Collected data:
§ §

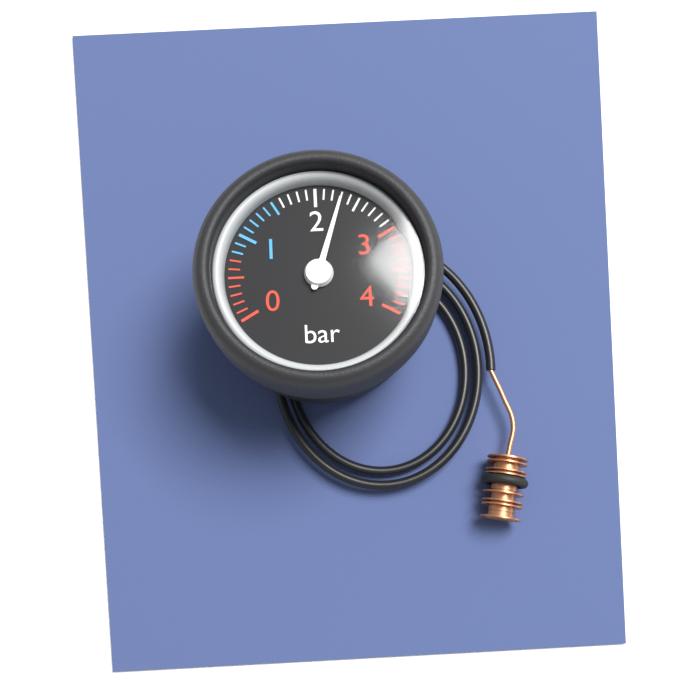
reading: 2.3 bar
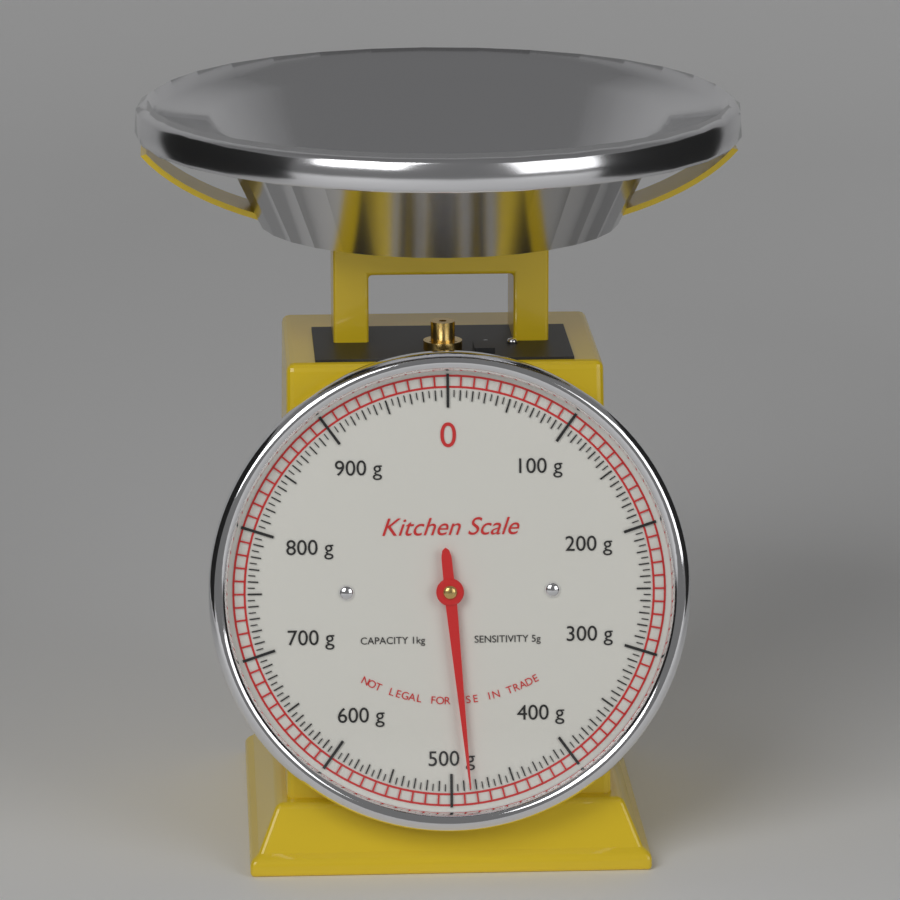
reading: 485 g
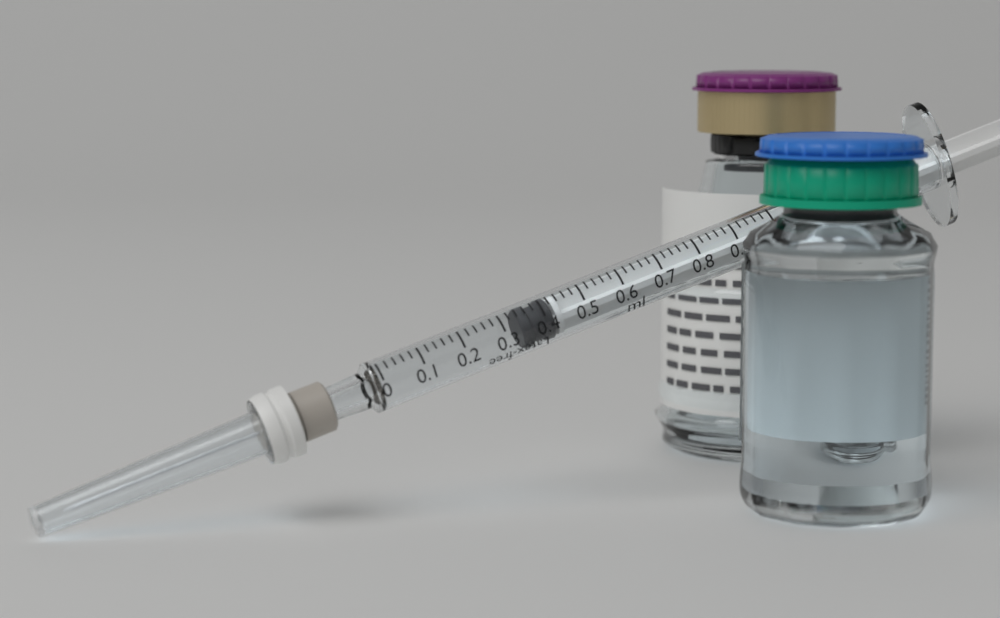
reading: 0.34 ml
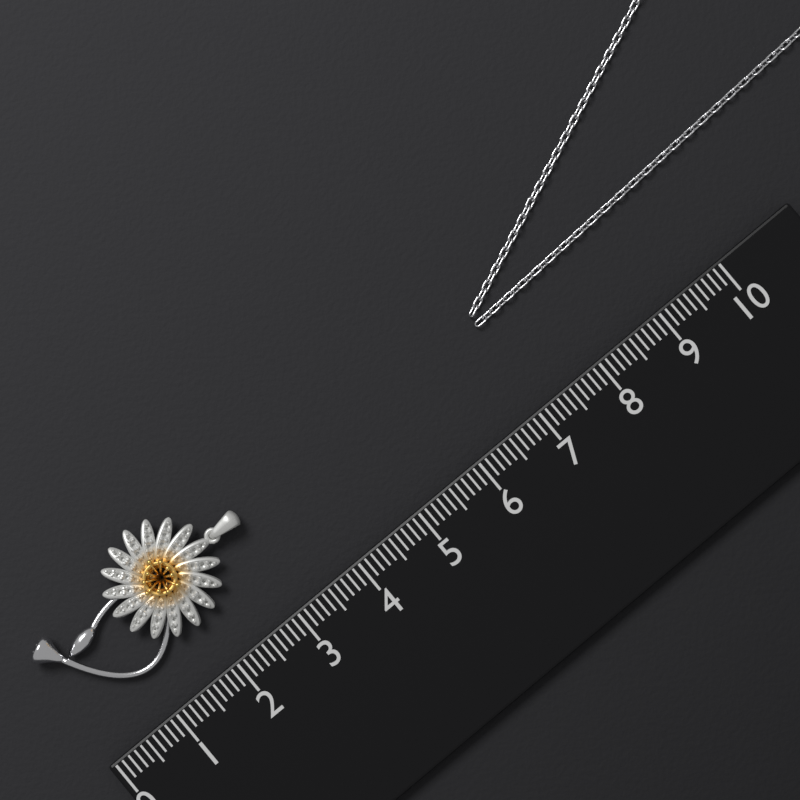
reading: 3.2 (no unit)
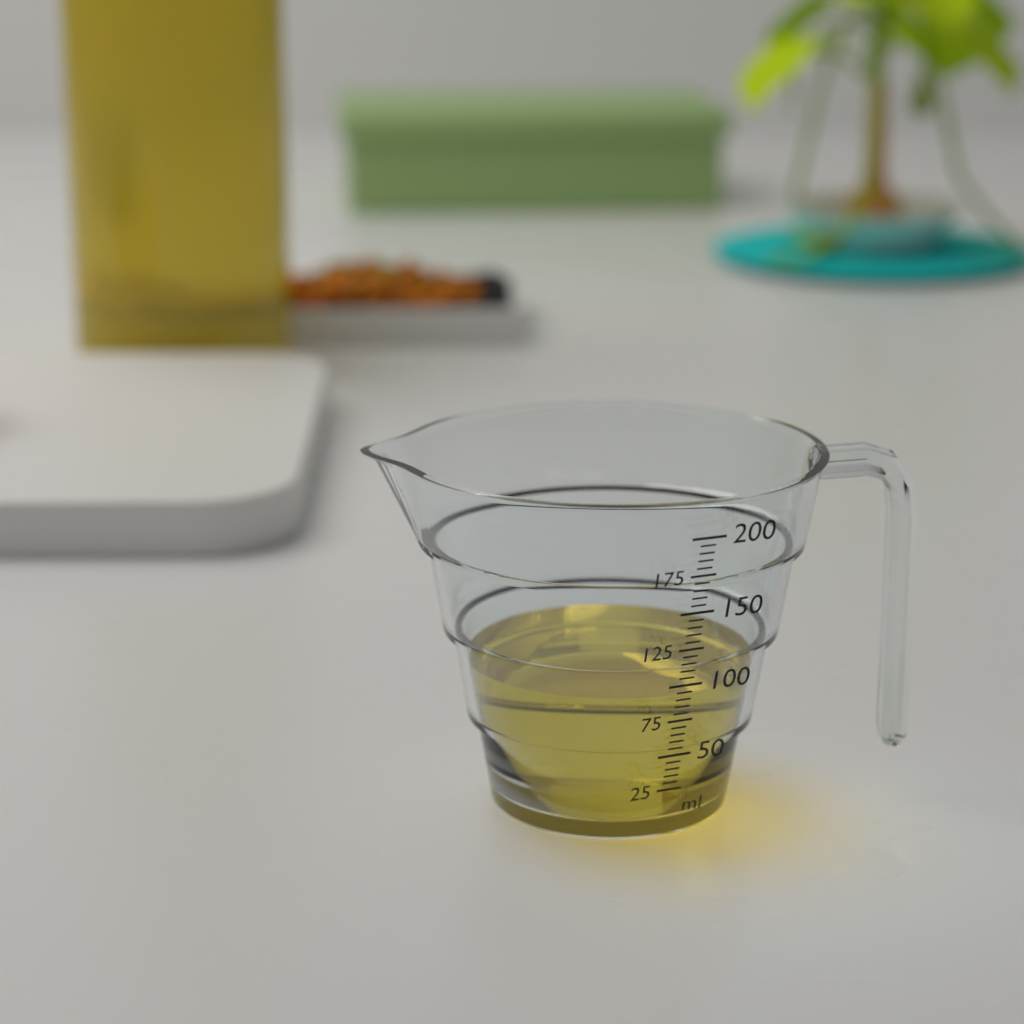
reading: 90 ml
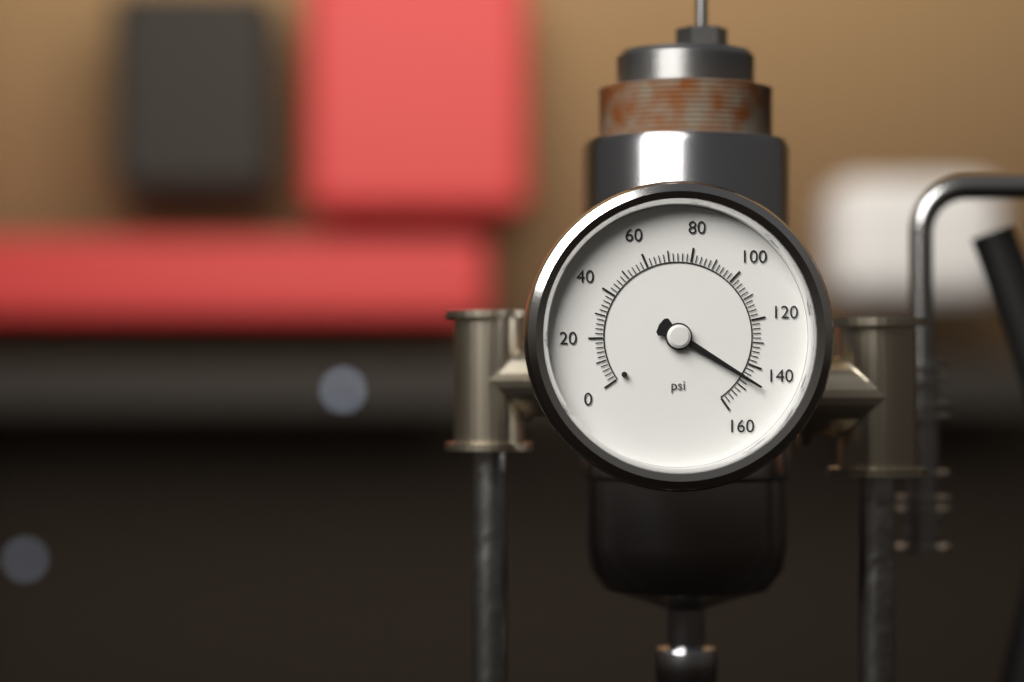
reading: 146 psi
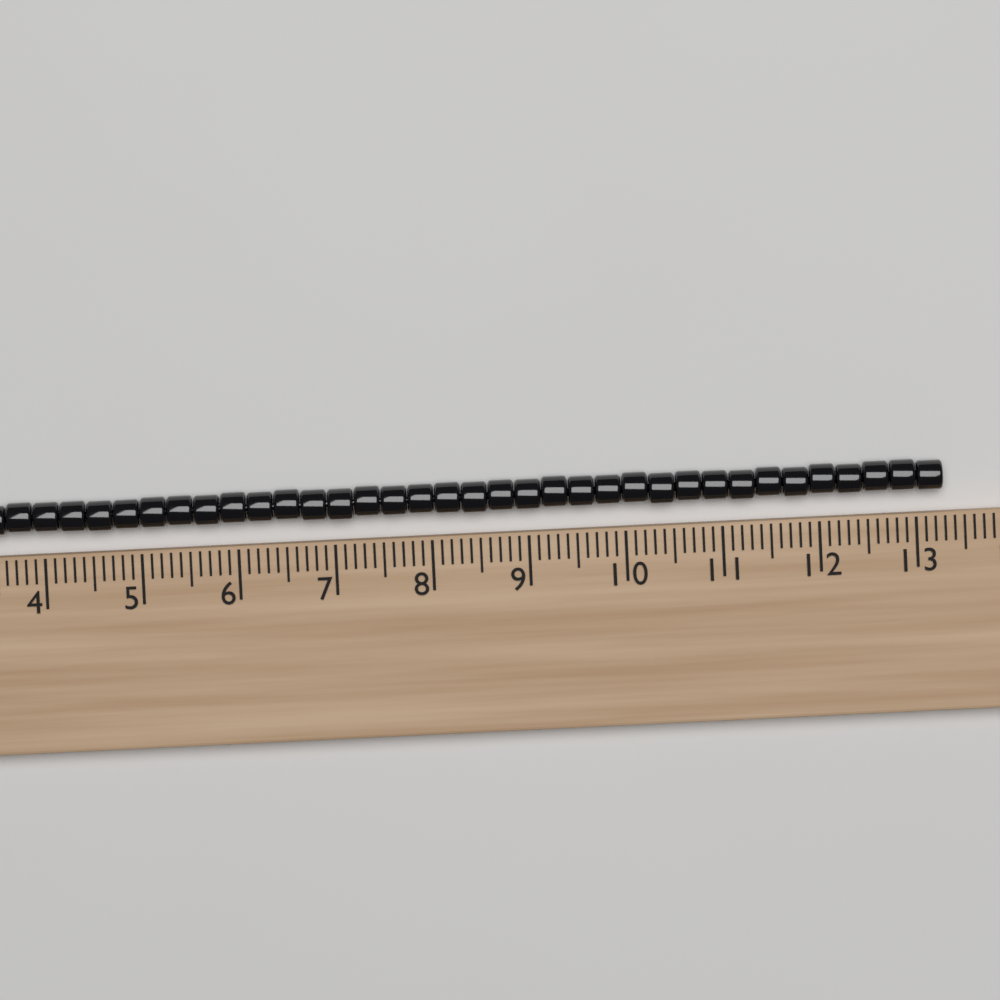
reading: 13.3 (no unit)
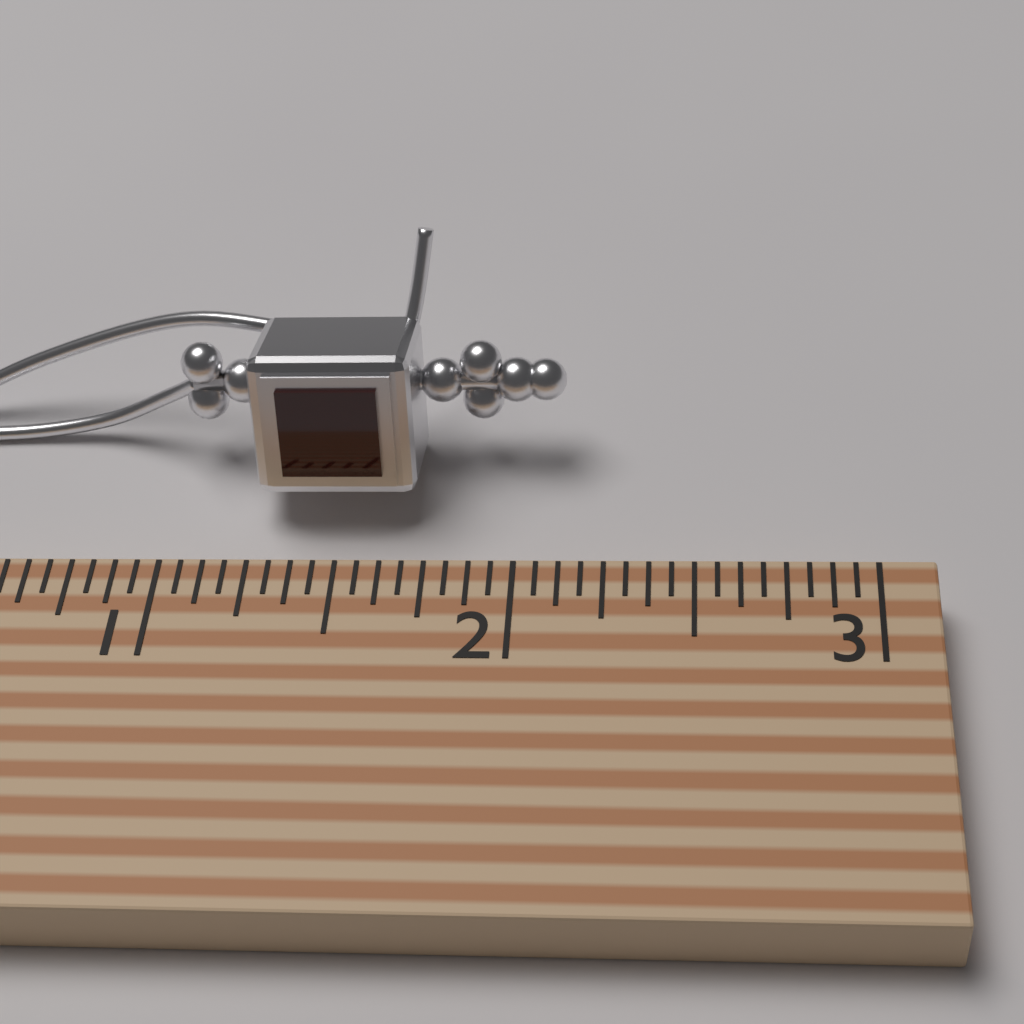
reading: 2.1250 (no unit)
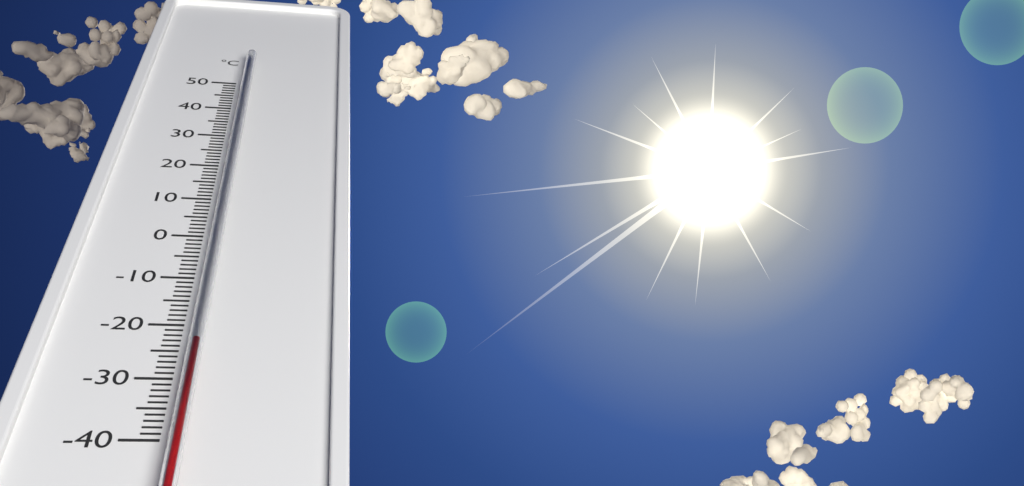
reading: -25 °C
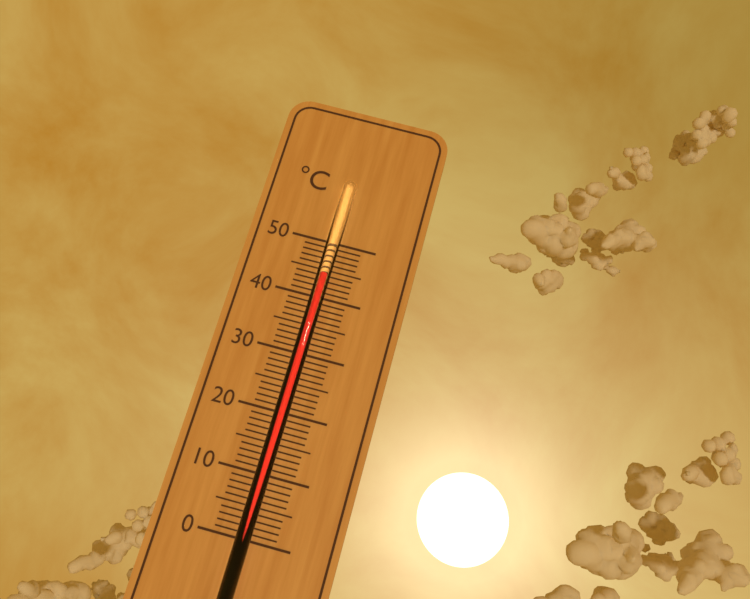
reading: 44 °C
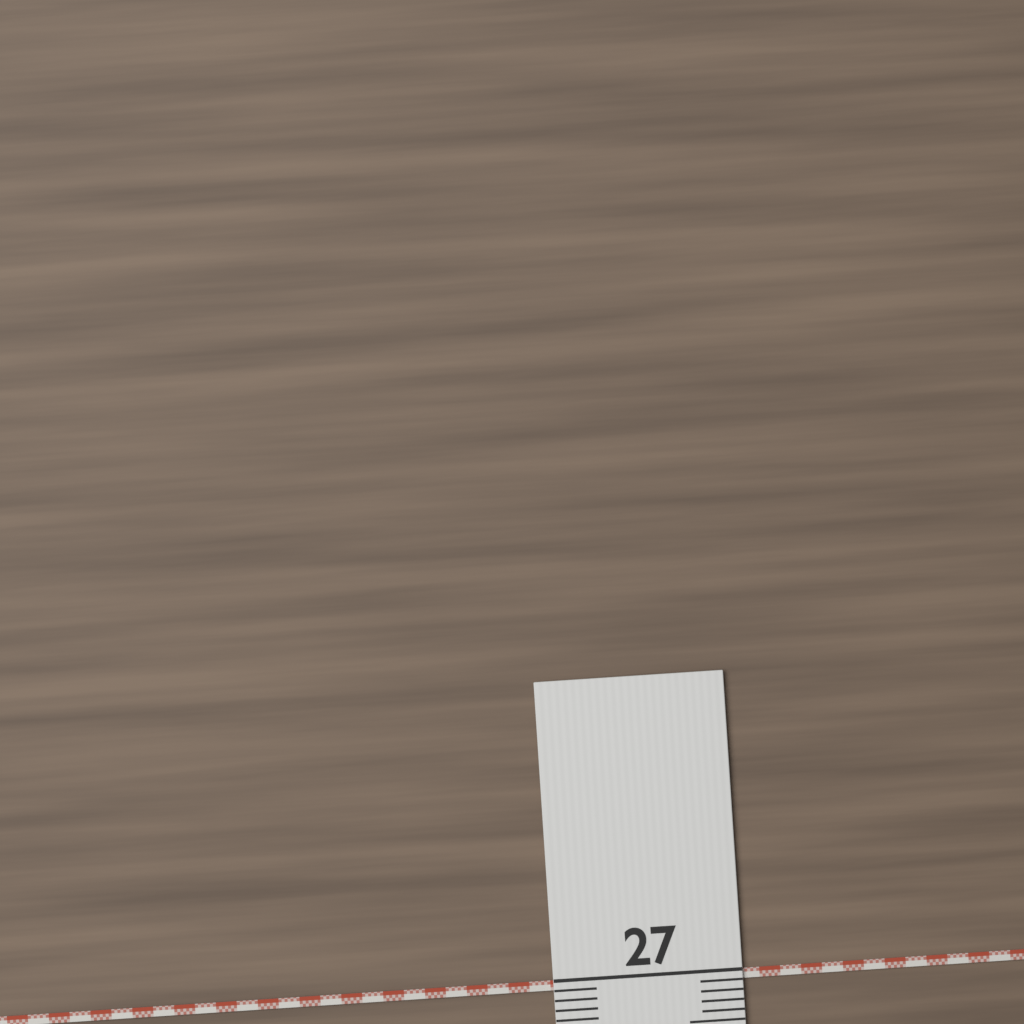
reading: 27.1 (no unit)
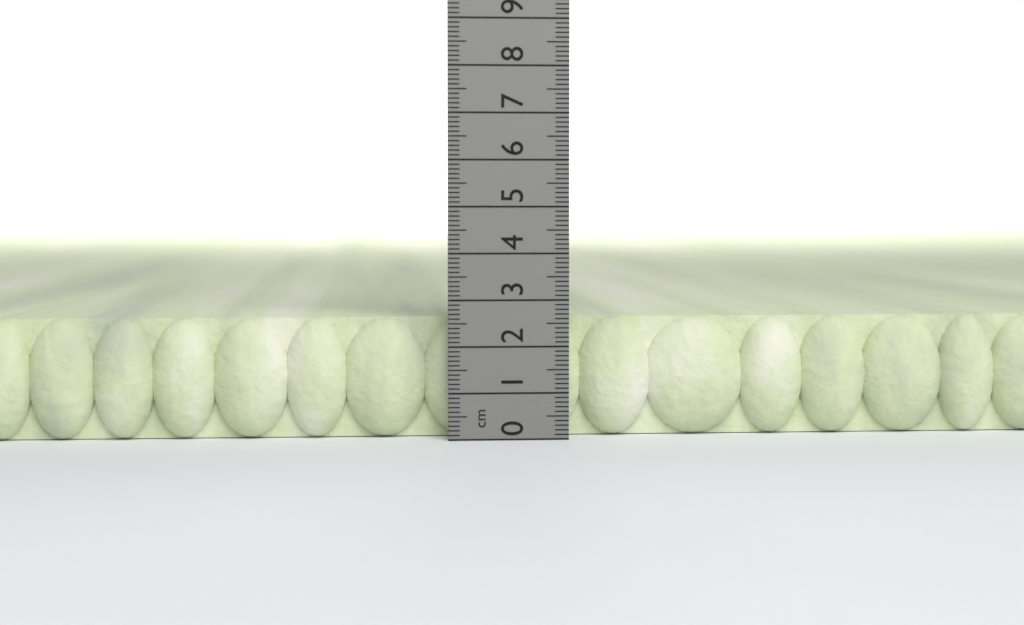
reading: 2.6 cm
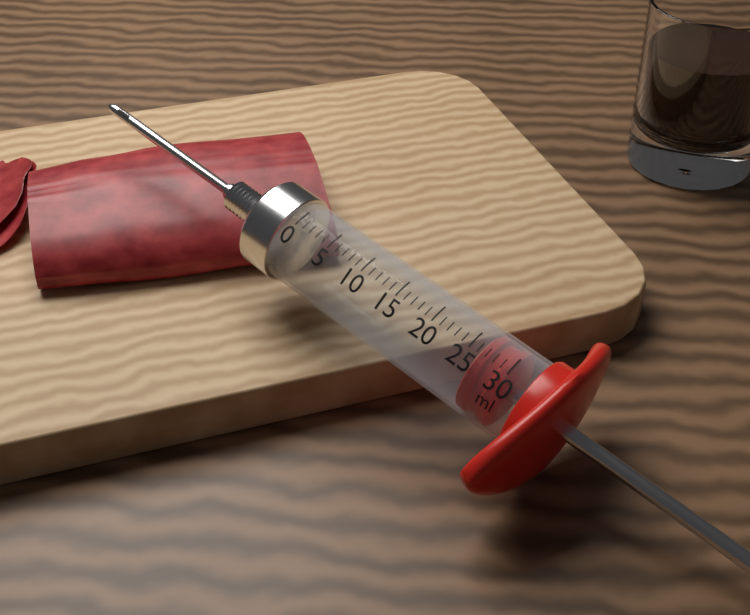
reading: 26 ml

§ §

WHAT TO PRODUCE ->
Omitting all pictures, restate word for word the lines from the one containing "reading: 485 g" through the last line of the data.

SOLUTION ->
reading: 485 g
reading: 0.34 ml
reading: 3.2 (no unit)
reading: 90 ml
reading: 146 psi
reading: 13.3 (no unit)
reading: 2.1250 (no unit)
reading: -25 °C
reading: 44 °C
reading: 27.1 (no unit)
reading: 2.6 cm
reading: 26 ml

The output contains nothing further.